3. The Japan Bureaucracy Party
Supporters: Those hunting for the floating votes of people looking for stability.
Party principles: Leadership by politicians has resulted only in terrible turmoil, starting with the Futenma base issue. Bureaucrats are the ones who should rule Japan after all.
Examples of pledges:
* Policy will be entrusted to the professional bureaucracy. Therefore, to tell you the truth, it doesn’t make any difference what our campaign pledges are. “The same as the other parties” is fine with us.

4. Serious politicians
These people are different from the others in the three parties above, and support policies in consideration of the national welfare.

Today, members of both the Democratic Party of Japan and the Liberal Democratic Party are scattered among the membership of these four parties.

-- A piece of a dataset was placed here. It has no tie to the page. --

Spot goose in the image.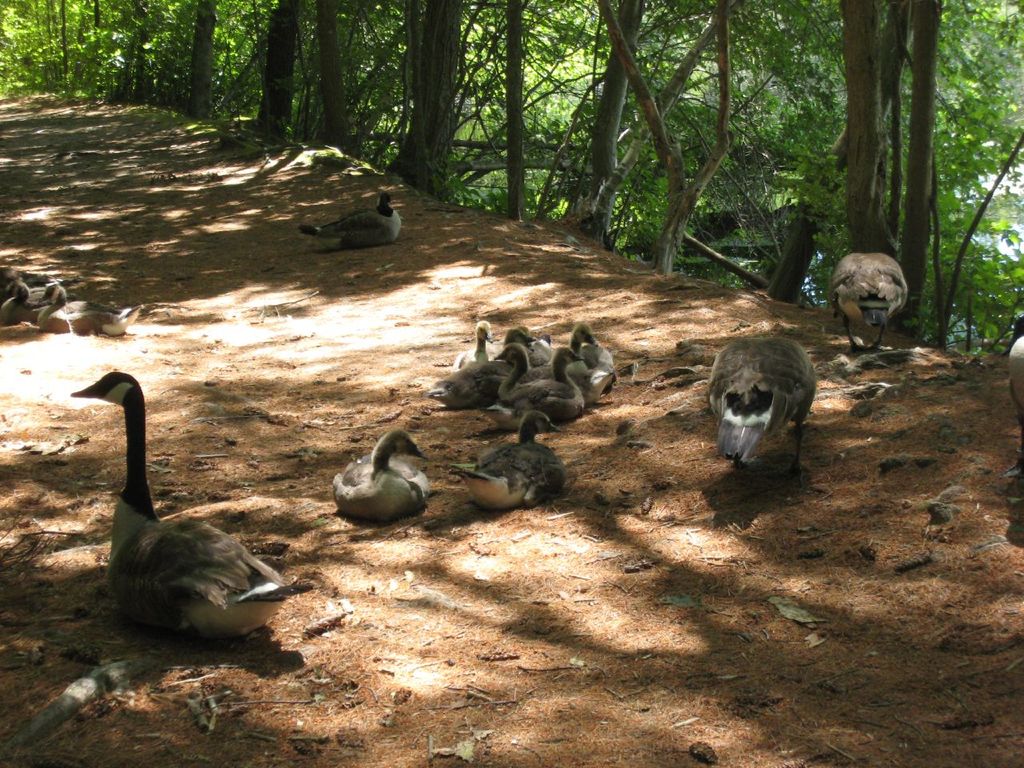
goose found at [x1=299, y1=190, x2=405, y2=246].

Of course I’m laying it on thick.

There are strong elements of The Party that Listens to Organizations and the Japan Bureaucracy Party in the LDP. In other words, they seem to be a blend of the zokugiin, those legislators who lobby for the interests of a particular ministry, and those dependent on the bureaucracy.

In contrast, the DPJ scored a victory in last summer’s lower house election with a Dreamland Party manifesto. After the election, however, they didn’t implement the pledges in the manifesto, and their transformation into a Party that Listens to Organizations accelerated.

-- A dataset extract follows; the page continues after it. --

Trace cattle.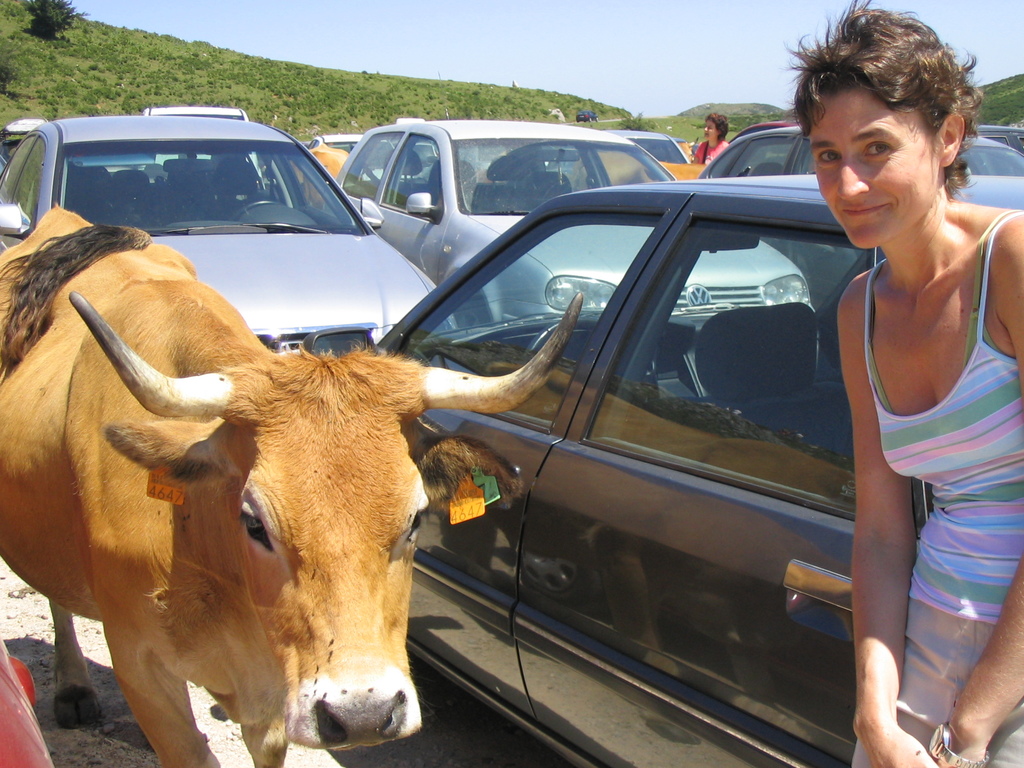
Traced to rect(0, 196, 575, 767).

Meanwhile, the Kan Cabinet has spurred the rapid ascent within the DPJ of the Japan Bureaucracy Party, which has now become the dominant force. There has been a quick recovery of the forces backing leadership by the bureaucracy, as illustrated by the Cabinet decision to pursue a course of “integration with the bureaucracy” on the day the Kan Cabinet took office.

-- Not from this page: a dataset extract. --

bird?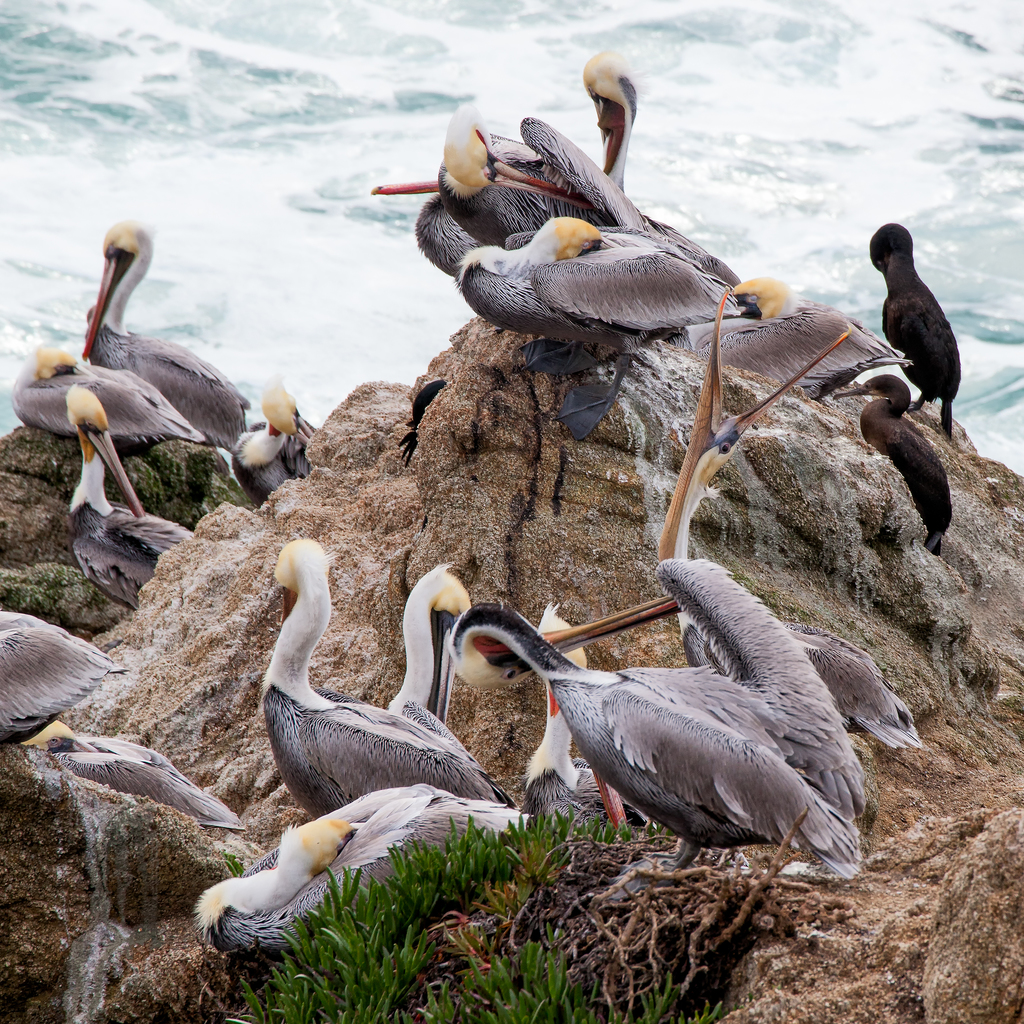
l=834, t=360, r=955, b=556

Viewed from this perspective, the “change of government” (proclaimed by the DPJ) has, in fact, already come to an end.

The coalition government formed by the Party that Listens to Organizations, which was in power for many years, and the Japan Bureaucracy Party handed over control of the government last summer, but it quickly made a comeback even before the upper house elections.

Of course there were no policy disputes in the upper house election.

Of these four parties, the least influential is the Serious Politicians. The reason is simple: It is far more advantageous in elections to take the position of the Party that Listens to Organizations or the Dreamland Party. Therefore, more than a few people drift into one of these parties, even if they have the temperament or the vision of a Serious Politician. As long as they are in the minority, however, politics will not improve regardless of the political realignments that occur.

Is it not possible to achieve a politics in which people with different philosophies conduct policy debates and the Serious Politicians conducting those debates over party lines account for most of the people in political circles?

The gridlock between the two houses would be a way to achieve that. Use the gridlock as a lever to generate serious policy debate among the parties. If policy disputes are revealed to the public through debate, the good and the bad of each party’s policies will become apparent of themselves. This will expose the parties and their members that cannot withstand policy disputes, and enable everyone to see who is a Serious Politician.

(end translation)

*****
Chief Cabinet Secretary Sengoku Yoshito is taking a “live it or live with it” approach to gridlock. He said on the 26th in Tokyo:

This situation will not change for six years. Regardless of who is in government, they must manage government affairs with the premise that gridlock will not change….Different alliances, coalitions, and groupings will emerge through policy debate, as long as they are not considered “unholy alliances”.

Mr. Sengoku has dropped hints of a grand coalition with the LDP, an idea the LDP says it does not intend to entertain. Let’s hope they stick to that decision. Those two parties as presently constituted locked in loveless embrace to govern Japan would be the equivalent of a person with cholesterol-clogged arteries deciding that a diet of sausage, French fries, and bagels and cream cheese would be the royal road to health.